Contributors include Mark Andrejevic and Zala Volcic (Melbourne), Yasmeen Arif (Delhi), Azita Chellappoo (London), Susan Craddock (Minneapolis), Lyle Fearnley (Singapore), Gay Hawkins (Sydney), Frédéric Keck (Paris), Eben Kirksey (Oxford), Martijn Konings (Sydney), Frederico Luisetti (St. Gallen), Maurizio Meloni (Melbourne), Stephen Muecke (Adelaide), Abigail Nieves Delgado (Utrecht), Miguel Vatter (Melbourne), Vanessa Lemm (Melbourne).
About the Editors
Miguel Vatter is Professor of Politics, Alfred Deakin Institute for Globalization and Citizenship, Deakin University. His latest books include Divine Democracy: Political Theology after Carl Schmitt (Oxford, 2021) and Living Law: Jewish Political Theology from Hermann Cohen to Hannah Arendt (Oxford, 2021). His areas of research are political theology, biopolitics and republicanism.

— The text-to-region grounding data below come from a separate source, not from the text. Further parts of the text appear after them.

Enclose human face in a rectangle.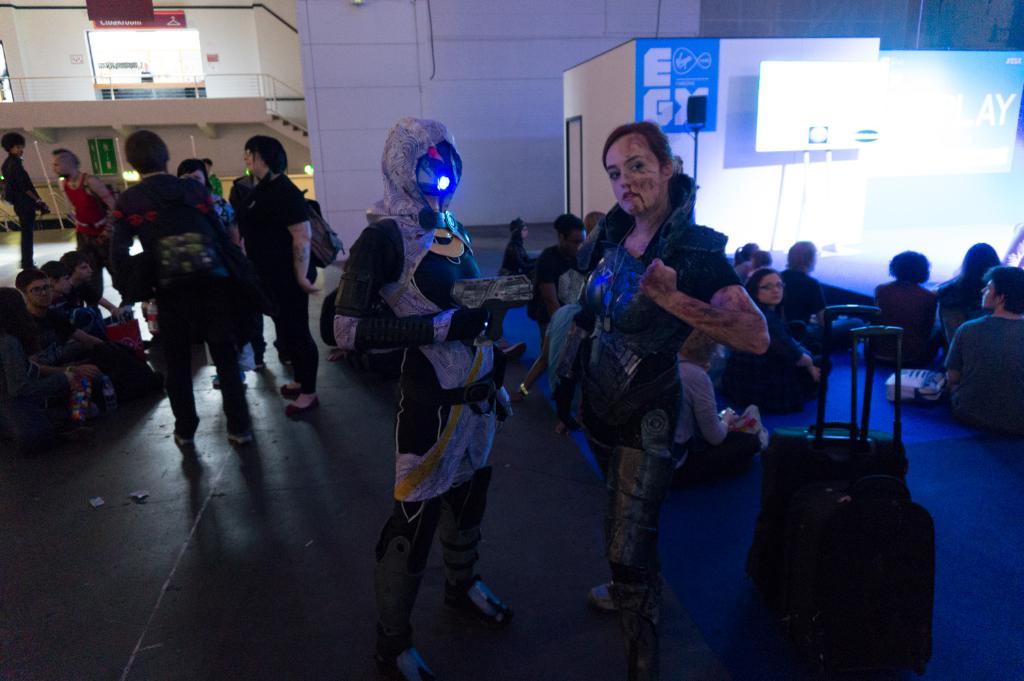
bbox=(29, 279, 56, 307).
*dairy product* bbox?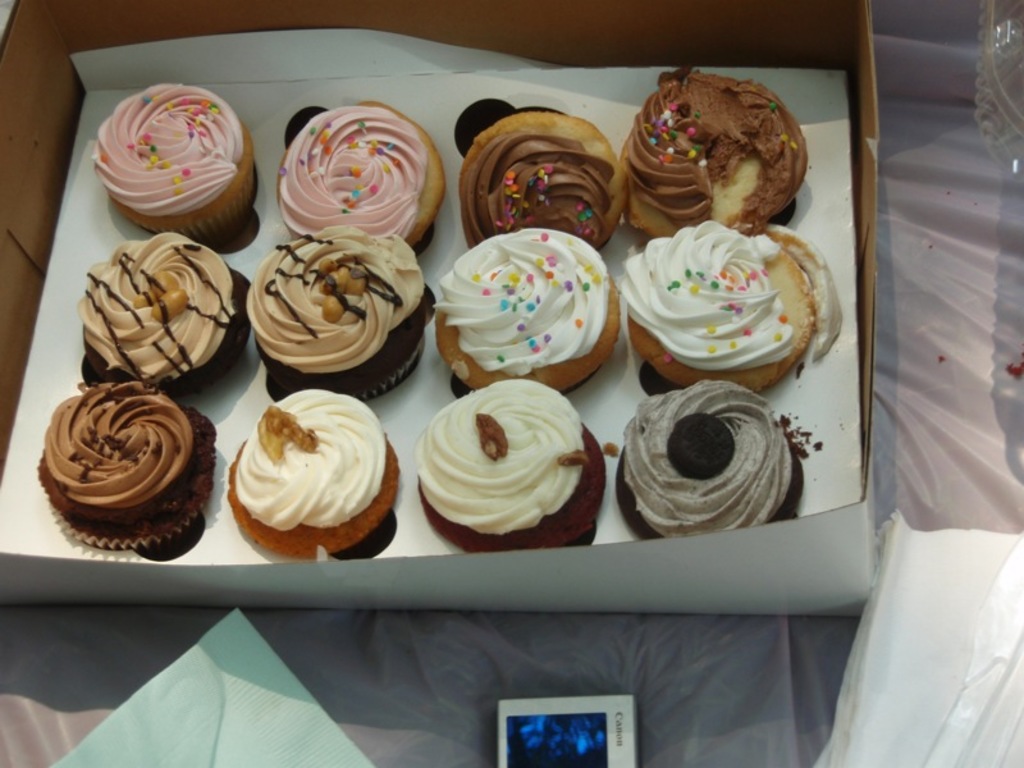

Vanessa Lemm is a Research Fellow at “Body, Language and Politics” research group at the Complutense University of Madrid. She recently published Homo Natura: Friedrich Nietzsche, Philosophical Anthropology and Biopolitics (EUP, 2021). Her research areas include contemporary continental philosophy, biopolitics and environmental humanities.